Alma Blanche Jessie Savage Ownby

 

My Savage line starts with William Savage who was my grandmother's father.  He left when she was very small and nothing is really known about him. 

William Savage was born 1861 in Ireland or England, and died Unknown. He married Mary C
Blankenship October 10, 1880 in Lawrence Co., AR, daughter of John Blankenship and Louisa Phillips.
She was born 1863 in Oregon CO., MO, and died Abt. 1920 in AR.
Notes for William Savage:
1880 US Fed Census: enummerated. June 2, 1880
Wm Savage found in the household of JS Blankenship, age 19 Laborer, born MO.
1930 US FED Census:
His daughter Alma Blanche says her father was born in Ireland.
Notes for Mary C Blankenship:
Mary and William divorced when her daughter "Jessie" was young. She married a man named Bell.
The children called him "Mr Bell". When Mr Bell died, Mary married his brother.
More About William Savage and Mary Blankenship:
Marriage: October 10, 1880, Lawrence Co., AR

Children of William Savage and Mary Blankenship are:

    Walter Savage, born Bet. 1880 - 1888; died Unknown.
Notes for Walter Savage:  Walter was an engineer with an oil company. He married a woman from England and had some children. At one time he worked in Oklahoma. He went to England and we don't know where he died or
where his children are.

    Alma Blanche "Jessie" Savage was born February 09, 1889 in Baton Rouge, LA, and died June 30, 1959 in Whitewright, Tx. She married James Polk Ownby August 20, 1913, son of Watterson Ownby and Martha Taylor . He was born May 05, 1885 in Pilot Grove, Grayson Co., TX, and died March 10, 1979 in Whitewright, TX.

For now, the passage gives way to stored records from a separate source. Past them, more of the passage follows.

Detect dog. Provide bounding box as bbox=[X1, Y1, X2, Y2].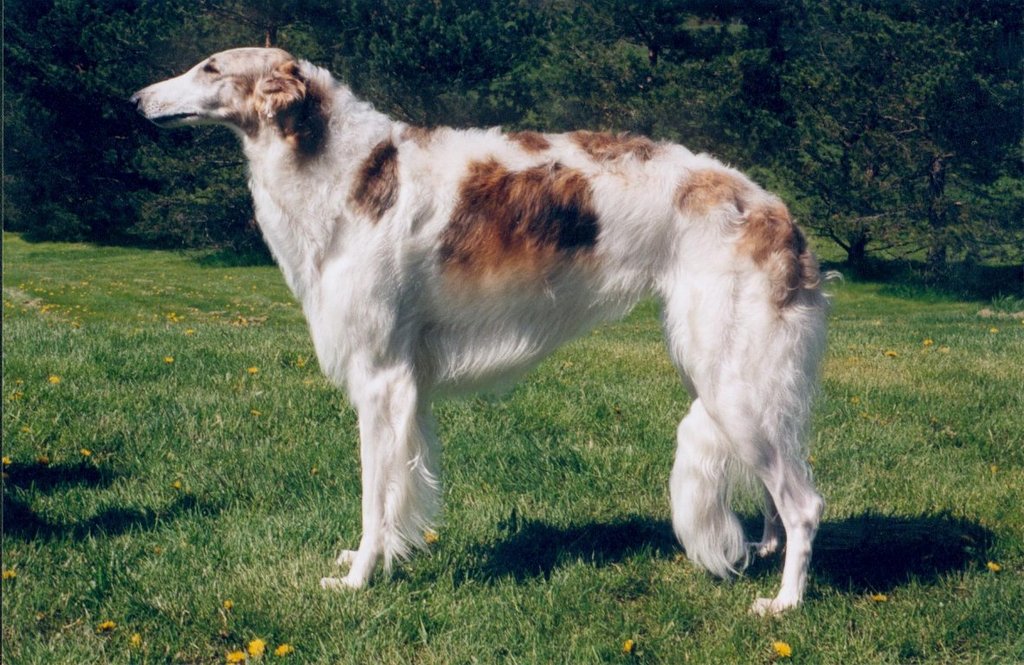
bbox=[128, 45, 847, 623].
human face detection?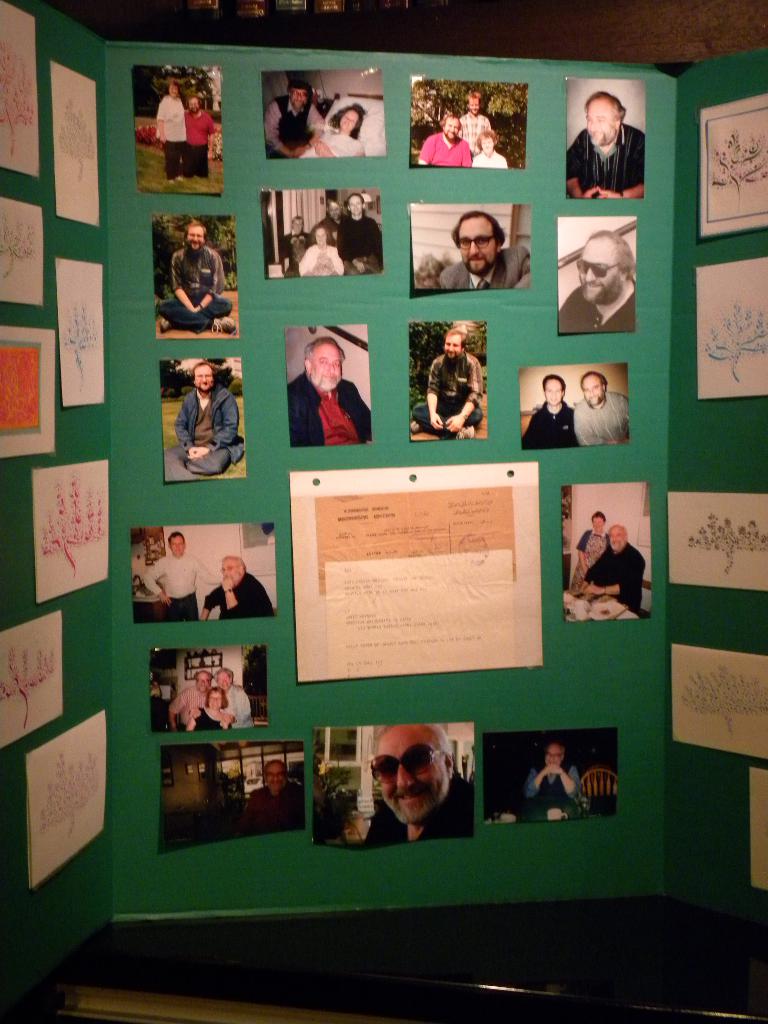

    William Morton Savage, born 1891; died September 07, 1919 in San Francisco, CA.
Notes for William Morton Savage:
"San Francisco, Cal Sept 8---- A naval "board of inquest" met aboard the dreadnought Mexico, flagship
Admiral Hugh Rodman, commander in chief of the Pacific fleet, in San Francisco Bay, today, to inquire
into the death of three enlisted men and the injury of forty others in a fire which lasted for three hours
aboard the battleship last night. The fire started in the rheostat room. The dead were: William Morton
Savage, engineman, second class, A Hilario and Gonzales Dizon, mess attendant, third class.
Savages nearest kin is his mother, Mrs Mary Bell of Whitewright, Texas. The mess boys lived in the
Philippines.
The fire started in the rheostatroom, presumably from a cigarett, according to A F Billy, chief gunners
mate. It spread to the ice machine-room, where Hilario and Dizon were getting ice. Savage went to
their rescue and after getting them out of the room was caught in a rush of water with which the
compartment was being flooded.
He telephoned to the deck, saying he could save his life if the water was turned off, according to Billy,
but there was such a vast amount of water on the way than even when it was turned off the room was
filled.
Approximately 1,000 visitors on board when fire broke out were cleared from the vessel's side in half an
hour and there was no confusion, Billy said." Dallas Morning News, Sept 12, 1919.
2
His tombstone was purchased and erected by his shipmates aboard the USS New Mexico. The
inscription reads, "Greater love hath no man than this, that he lay down his life for his friends".
More About William Morton Savage:
Burial: Unknown, Vittitoe Cemetary, Kentucky Town, Grayson Co., TX
Interesting Tidbit: Tombstone purchased and erected by his shipmates aboard the USS New Mexico.The only known photographs of him are below with the inscription on his tombstone.